When we think about the challenges facing our food system, the meat industry tends to get all the attention. After all, land-based industrial animal agriculture, or factory farming, is highly inefficient and unsustainable; it takes up to 45 percent of global land resources, uses around 23 percent of the world’s freshwater supplies, and a total of 33 percent of all crops grown globally. This massively destructive industry exists because of the high demand for protein in the developed world which is now spreading through the developing world thanks to rising incomes. Given that one-third of the world’s protein comes from animals raised for food, all the recent attention on reimagining these sources of protein is not without merit.
But if we are serious about fixing our broken food system and feeding a population of nine billion in 2050 with our already strained resources, we can’t ignore what’s happening in our oceans.

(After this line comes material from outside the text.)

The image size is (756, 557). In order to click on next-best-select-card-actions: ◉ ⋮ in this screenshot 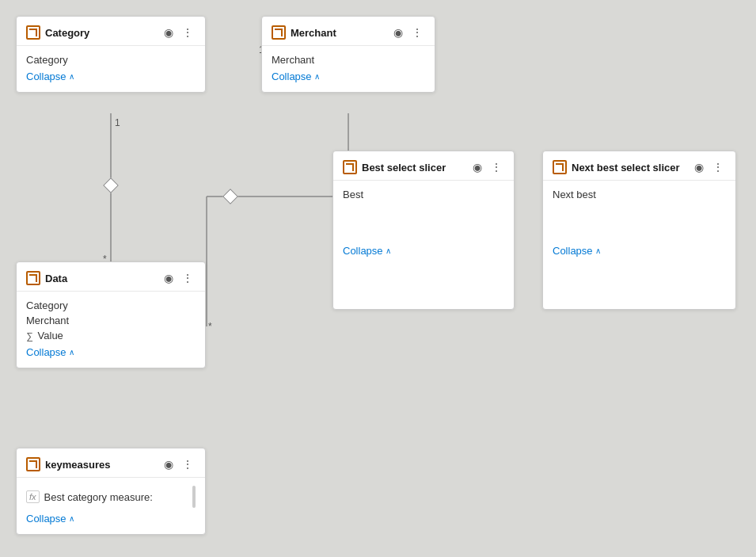, I will do `click(709, 167)`.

Protein derived from seafood accounts for approximately 20 percent of the animal protein intake of the human population globally and is as high as 25 percent in some countries.
But the problem is our oceans are in peril. Firstly, climate change is wreaking havoc on the oceans as more heat is absorbed, resulting in an increase in sea surface temperatures and rising sea levels. Secondly, ocean acidification caused by the rise in carbon dioxide in the atmosphere is devastating marine ecosystems. And if that wasn’t bad enough, our appetite for seafood and the trash we produce on land is harming marine species and putting our own health at risk.
Overfishing is Draining Our Oceans
Nearly 80 percent of the world’s fish stocks have been fully exploited or are in decline and 90 percent of the ocean’s large predatory fish, like sharks and swordfish, have been wiped out because of our demand for seafood. To make matters worse, fish consumption is growing in countries with developed or rapidly developing economies, creating a demand that cannot be met by fish stocks in their own waters (for example, the EU, the USA, China, and Japan). These markets are increasingly supplied by fish caught from the waters of developing countries, where small-scale fisheries are struggling to survive. If fishing continues at our current rate, it is estimated that the planet’s fisheries are likely to collapse entirely by the year 2050. This hardly sounds like the kind of plan that’s going to feed nine billion people!
Ocean Trash and Pollution
As if draining our oceans of marine life wasn’t bad enough, we’re also trashing our seas with plastic and other pollutants. When it comes to toxic pollutants, mercury is not the only one we need to be concerned about in our seafood. Flame retardants, pesticides and other dioxins make their ways from land into our lakes, rivers, streams, and eventually the ocean through various industrial and agricultural sources (yes, factory farms again!). In addition, 8.8 million tons of plastic makes its way from land to the oceans every single year, and a disturbing new study found that by 2050, there will be more plastic in our oceans than fish. Not only does this plastic trash present a risk to hundreds of marine species in the form of entanglement, but the plastic also eventually breaks down and gets ingested by marine life, along with the other slew of pollutants in the water. And you guessed it … thanks to our appetite for seafood, a majority of it makes its way right back to us via our food supply.
We Need a Better Alternative
We can’t expect to feed ourselves by draining our oceans of fish while simultaneously dumping trash into the very waters from which we source our food. Something has to give. The reality is that in the developed world, we don’t need to eat seafood. “Except for those living in coastal communities — or even inland if we’re talking freshwater species — for most people, eating fish is a choice, not a necessity,” says Sylvie Earle, renowned Oceanographer. And if Sylvie Earle thinks you should not be eating fish, you should sit up and pay attention.
In fact, there are only a few countries that rely on fish as their primary source of protein, and it is developed countries like the U.S. that account for the majority of fish imports. But given that people in the developed and developing world want to eat seafood, it’s time we start reimagining these foods from the ground up. For example, food technology startup New Wave Foods is working on a prototype for lab-grown shrimp using plant proteins derived from algae. It’s only a matter of time before others start to experiment with developing lab-grown seafood using stem cells.
Think eating seafood made in a lab from algae or stem-cells is weird? Think again. In fact, what’s downright bizarre is that we’re turning our oceans into toilet bowls, yet insist they are a sustainable and healthy source of food. So if you really want to keep eating those shrimp cocktails in a safe and sustainable way, a lab-grown alternative may soon be your only choice.
Image source: (Fish Style) Parsnip Fillets
To damn many people!
cuidar y atender a las necesidades proteicas.